» **Source data**

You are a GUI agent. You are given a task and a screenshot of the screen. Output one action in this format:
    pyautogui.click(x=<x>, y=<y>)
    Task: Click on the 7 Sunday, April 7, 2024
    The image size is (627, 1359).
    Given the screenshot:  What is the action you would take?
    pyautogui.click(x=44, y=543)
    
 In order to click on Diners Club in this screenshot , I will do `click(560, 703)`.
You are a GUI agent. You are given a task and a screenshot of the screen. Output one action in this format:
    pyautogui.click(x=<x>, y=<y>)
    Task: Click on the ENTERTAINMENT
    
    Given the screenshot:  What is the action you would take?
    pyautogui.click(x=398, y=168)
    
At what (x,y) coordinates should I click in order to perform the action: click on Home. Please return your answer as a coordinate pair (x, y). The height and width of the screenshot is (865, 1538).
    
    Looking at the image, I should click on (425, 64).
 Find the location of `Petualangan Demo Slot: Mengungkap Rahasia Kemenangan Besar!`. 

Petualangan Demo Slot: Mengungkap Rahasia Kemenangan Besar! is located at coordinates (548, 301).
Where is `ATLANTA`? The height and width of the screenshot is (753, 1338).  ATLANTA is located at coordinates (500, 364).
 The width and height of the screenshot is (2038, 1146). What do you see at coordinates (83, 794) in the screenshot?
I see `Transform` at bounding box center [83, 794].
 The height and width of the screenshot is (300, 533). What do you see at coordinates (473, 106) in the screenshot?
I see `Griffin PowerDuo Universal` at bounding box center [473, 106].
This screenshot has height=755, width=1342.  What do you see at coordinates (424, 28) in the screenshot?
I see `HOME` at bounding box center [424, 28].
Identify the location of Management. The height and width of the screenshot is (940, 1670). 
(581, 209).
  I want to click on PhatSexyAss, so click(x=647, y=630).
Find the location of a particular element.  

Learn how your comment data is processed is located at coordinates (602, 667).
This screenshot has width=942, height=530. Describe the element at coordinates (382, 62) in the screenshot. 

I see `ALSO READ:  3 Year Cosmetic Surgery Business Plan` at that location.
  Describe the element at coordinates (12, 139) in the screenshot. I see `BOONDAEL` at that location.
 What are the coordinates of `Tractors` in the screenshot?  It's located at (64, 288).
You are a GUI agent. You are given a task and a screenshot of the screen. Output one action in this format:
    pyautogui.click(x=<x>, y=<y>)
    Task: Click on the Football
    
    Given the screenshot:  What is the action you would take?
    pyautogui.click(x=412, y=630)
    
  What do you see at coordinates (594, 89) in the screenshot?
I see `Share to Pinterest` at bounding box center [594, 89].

» **What the task asks**
Restate the entries above, keeping every word intact.

» **Task response**
You are a GUI agent. You are given a task and a screenshot of the screen. Output one action in this format:
    pyautogui.click(x=<x>, y=<y>)
    Task: Click on the 7 Sunday, April 7, 2024
    The image size is (627, 1359).
    Given the screenshot:  What is the action you would take?
    pyautogui.click(x=44, y=543)
    
 In order to click on Diners Club in this screenshot , I will do `click(560, 703)`.
You are a GUI agent. You are given a task and a screenshot of the screen. Output one action in this format:
    pyautogui.click(x=<x>, y=<y>)
    Task: Click on the ENTERTAINMENT
    
    Given the screenshot:  What is the action you would take?
    pyautogui.click(x=398, y=168)
    
At what (x,y) coordinates should I click in order to perform the action: click on Home. Please return your answer as a coordinate pair (x, y). The height and width of the screenshot is (865, 1538).
    
    Looking at the image, I should click on (425, 64).
 Find the location of `Petualangan Demo Slot: Mengungkap Rahasia Kemenangan Besar!`. 

Petualangan Demo Slot: Mengungkap Rahasia Kemenangan Besar! is located at coordinates (548, 301).
Where is `ATLANTA`? The height and width of the screenshot is (753, 1338).  ATLANTA is located at coordinates (500, 364).
 The width and height of the screenshot is (2038, 1146). What do you see at coordinates (83, 794) in the screenshot?
I see `Transform` at bounding box center [83, 794].
 The height and width of the screenshot is (300, 533). What do you see at coordinates (473, 106) in the screenshot?
I see `Griffin PowerDuo Universal` at bounding box center [473, 106].
This screenshot has height=755, width=1342.  What do you see at coordinates (424, 28) in the screenshot?
I see `HOME` at bounding box center [424, 28].
Identify the location of Management. The height and width of the screenshot is (940, 1670). 
(581, 209).
  I want to click on PhatSexyAss, so click(x=647, y=630).
Find the location of a particular element.  

Learn how your comment data is processed is located at coordinates (602, 667).
This screenshot has width=942, height=530. Describe the element at coordinates (382, 62) in the screenshot. 

I see `ALSO READ:  3 Year Cosmetic Surgery Business Plan` at that location.
  Describe the element at coordinates (12, 139) in the screenshot. I see `BOONDAEL` at that location.
 What are the coordinates of `Tractors` in the screenshot?  It's located at (64, 288).
You are a GUI agent. You are given a task and a screenshot of the screen. Output one action in this format:
    pyautogui.click(x=<x>, y=<y>)
    Task: Click on the Football
    
    Given the screenshot:  What is the action you would take?
    pyautogui.click(x=412, y=630)
    
  What do you see at coordinates (594, 89) in the screenshot?
I see `Share to Pinterest` at bounding box center [594, 89].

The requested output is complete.